Some Filipino workers hardest hit by the upward spiral of consumer prices gained a reprieve last week after the tripartite wage boards of the National Capital Region and Western Visayas granted 6.1 percent and 13.9 percent hikes, respectively, in their minimum daily salaries.
Meanwhile, the basic wages of workers in other parts of the country where the costs of living are lower, and ostensibly less affected by the relentless increase in inflation, remained unadjusted for now.
The militant Kilusang Mayo Uno, as expected, derided the minimum wage hike as insufficient. Another group, Sentro, described it as “woefully inadequate,” and even the more moderate Trade Union Congress of the Philippines said the increase was “ridiculously low and unfair to workers.”
No doubt they are correct, and no doubt the economic crunch of the last two years — partly caused by the pandemic and partly caused by geopolitical upheavals like Russia’s invasion of Ukraine — has been harsher on Filipinos living in the lower strata of society.
But here’s the thing everyone has to consider: The issue of wages does not exist in a vacuum. Wages are part of a bigger equation which includes issues like productivity and the market’s demand for the products workers make and the services they offer.
Despite the apparent growth of the Philippine economy as reflected in the 8.3-percent spike in the first three months of 2022 — a substantial part of it due to the relatively lower base established by the weakness of the last two years — the country’s recovery is still very much in a nascent stage.
This means that many companies, especially those small and medium enterprises that employ over 90 percent of the country’s workers, remain in precarious financial positions. After being pummeled by the pandemic that began in 2020, many remain just days away from missing a payment to their creditors, suppliers, and workers.
All this is to say that the wage issue is far from over. Given expectations that inflation will remain elevated over the near term, it is likely that workers will soon be banging on the doors of their employers once more demanding a more decent wage. And given the business challenges that rising interest rates — necessary to fight off inflation — will bring, expect employers to push back on these demands.
The other unsavory aspect of the relationship between wages and prices is that they often feed on each other to amplify each other’s worst traits. Rising prices cause workers to demand higher wages which, once granted, cause prices to soar even further, perpetuating the entire cycle.
This means that, for now, workers are unlikely to receive the larger wage hikes they’re clamoring for, while employers cannot get away with granting no wage hikes at all.
Ideally, the legitimate positions of both sides will result in a continued give and take process that would, ideally, see a little of give and take toward reaching an agreement in the center of either extremes.
This is the delicate economic situation that the incoming administration of presumptive president Ferdinand “Bongbong” Marcos Jr. will be facing — one that cannot be solved by quick-fix solutions and where stopgap measures will only result in temporary reprieves that will see the same problems reemerge down the road.

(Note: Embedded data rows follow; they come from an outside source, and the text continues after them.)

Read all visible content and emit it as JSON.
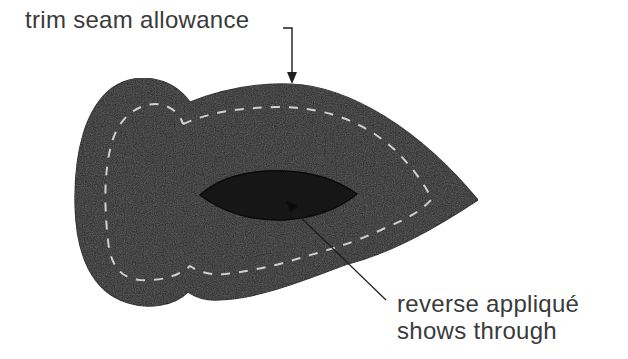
{
  "diagram": {
    "title": "",
    "labels": {
      "trim_seam_allowance": "trim seam allowance",
      "reverse_applique_line1": "reverse appliqué",
      "reverse_applique_line2": "shows through"
    },
    "colors": {
      "fabric": "#262626",
      "fabric_outline": "#111111",
      "inner_window": "#161616",
      "stitch_line": "#d0d0d0",
      "arrow": "#1e1e1e",
      "text": "#3a3a3a",
      "background": "#ffffff"
    },
    "elements": [
      {
        "id": "applique-shape",
        "description": "dark fabric appliqué piece with lobed left side and pointed right tip"
      },
      {
        "id": "seam-line",
        "description": "dashed light stitching line inset from the outer edge"
      },
      {
        "id": "reverse-window",
        "description": "lens-shaped cut-out where the reverse appliqué fabric shows through"
      },
      {
        "id": "trim-arrow",
        "description": "arrow from 'trim seam allowance' label pointing down to top edge"
      },
      {
        "id": "leader-line",
        "description": "line from the reverse window to the 'reverse appliqué shows through' label"
      }
    ]
  }
}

It is, therefore, incumbent upon the country’s next leader to task his economic team with finding long-lasting answers to the economic conundrum of higher inflation, higher interest rates, and possibly lower growth that the country will be facing over the next six years.
The only way to address these issues will be to continue implementing difficult reforms that may make the people unhappy over the short term, as most bitter pills do when an ill patient needs to swallow them.

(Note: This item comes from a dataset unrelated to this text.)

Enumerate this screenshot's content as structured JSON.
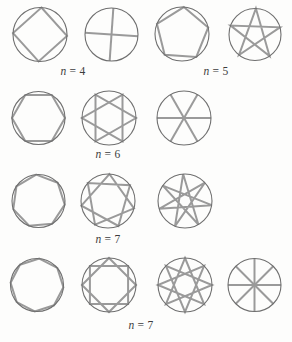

In particular, structural reforms need to be made in bringing down the cost of food, like pushing ahead with the proposal to liberalize the importation of livestock, while being cautious about sidestepping the pitfalls that beset the implementation of the rice tariffication law.
It bears remembering that economics is often described as the process of allocating limited resources to satisfy, as much as possible, the unlimited wants or needs of society’s stakeholders.
For the country’s next leader and his economic team, managing inflation to the satisfaction of all stakeholders—and not just favoring one side over another with either a full-on populist policy or, in the other extreme, a forceful dose of it—is priority number one. Not only does he owe it to the 31 million who voted for him, he also owes it to the 110 million Filipinos whom he will lead.